**ASSIGNED TASK:** Reprint the listing. Every line must match the original exactly.

**DATA RECORDS:**
========================
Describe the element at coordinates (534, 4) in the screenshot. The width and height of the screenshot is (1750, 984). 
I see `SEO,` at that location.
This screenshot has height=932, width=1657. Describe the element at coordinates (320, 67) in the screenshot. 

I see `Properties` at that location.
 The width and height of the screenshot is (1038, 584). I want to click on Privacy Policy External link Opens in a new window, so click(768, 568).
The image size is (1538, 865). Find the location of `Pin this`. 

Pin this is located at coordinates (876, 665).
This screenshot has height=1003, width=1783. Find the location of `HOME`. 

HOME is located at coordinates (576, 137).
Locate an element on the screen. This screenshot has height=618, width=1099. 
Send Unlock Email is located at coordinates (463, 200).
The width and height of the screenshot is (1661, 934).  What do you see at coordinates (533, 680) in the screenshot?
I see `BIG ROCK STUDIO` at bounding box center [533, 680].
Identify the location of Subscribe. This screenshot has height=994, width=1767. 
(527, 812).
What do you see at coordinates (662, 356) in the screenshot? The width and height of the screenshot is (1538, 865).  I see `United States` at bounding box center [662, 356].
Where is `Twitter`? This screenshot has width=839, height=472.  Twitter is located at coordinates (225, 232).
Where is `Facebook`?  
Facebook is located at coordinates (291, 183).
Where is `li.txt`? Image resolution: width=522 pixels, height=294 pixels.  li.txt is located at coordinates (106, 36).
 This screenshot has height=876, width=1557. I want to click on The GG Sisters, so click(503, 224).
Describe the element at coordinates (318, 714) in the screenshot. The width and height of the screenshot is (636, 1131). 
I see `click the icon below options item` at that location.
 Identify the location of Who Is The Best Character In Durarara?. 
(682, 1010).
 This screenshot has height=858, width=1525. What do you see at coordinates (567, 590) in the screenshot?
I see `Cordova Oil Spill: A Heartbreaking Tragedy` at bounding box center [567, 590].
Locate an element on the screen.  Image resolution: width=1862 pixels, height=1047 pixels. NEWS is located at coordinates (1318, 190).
========================
**ANSWER FOR THE TASK:**
Describe the element at coordinates (534, 4) in the screenshot. The width and height of the screenshot is (1750, 984). 
I see `SEO,` at that location.
This screenshot has height=932, width=1657. Describe the element at coordinates (320, 67) in the screenshot. 

I see `Properties` at that location.
 The width and height of the screenshot is (1038, 584). I want to click on Privacy Policy External link Opens in a new window, so click(768, 568).
The image size is (1538, 865). Find the location of `Pin this`. 

Pin this is located at coordinates (876, 665).
This screenshot has height=1003, width=1783. Find the location of `HOME`. 

HOME is located at coordinates (576, 137).
Locate an element on the screen. This screenshot has height=618, width=1099. 
Send Unlock Email is located at coordinates (463, 200).
The width and height of the screenshot is (1661, 934).  What do you see at coordinates (533, 680) in the screenshot?
I see `BIG ROCK STUDIO` at bounding box center [533, 680].
Identify the location of Subscribe. This screenshot has height=994, width=1767. 
(527, 812).
What do you see at coordinates (662, 356) in the screenshot? The width and height of the screenshot is (1538, 865).  I see `United States` at bounding box center [662, 356].
Where is `Twitter`? This screenshot has width=839, height=472.  Twitter is located at coordinates (225, 232).
Where is `Facebook`?  
Facebook is located at coordinates (291, 183).
Where is `li.txt`? Image resolution: width=522 pixels, height=294 pixels.  li.txt is located at coordinates (106, 36).
 This screenshot has height=876, width=1557. I want to click on The GG Sisters, so click(503, 224).
Describe the element at coordinates (318, 714) in the screenshot. The width and height of the screenshot is (636, 1131). 
I see `click the icon below options item` at that location.
 Identify the location of Who Is The Best Character In Durarara?. 
(682, 1010).
 This screenshot has height=858, width=1525. What do you see at coordinates (567, 590) in the screenshot?
I see `Cordova Oil Spill: A Heartbreaking Tragedy` at bounding box center [567, 590].
Locate an element on the screen.  Image resolution: width=1862 pixels, height=1047 pixels. NEWS is located at coordinates (1318, 190).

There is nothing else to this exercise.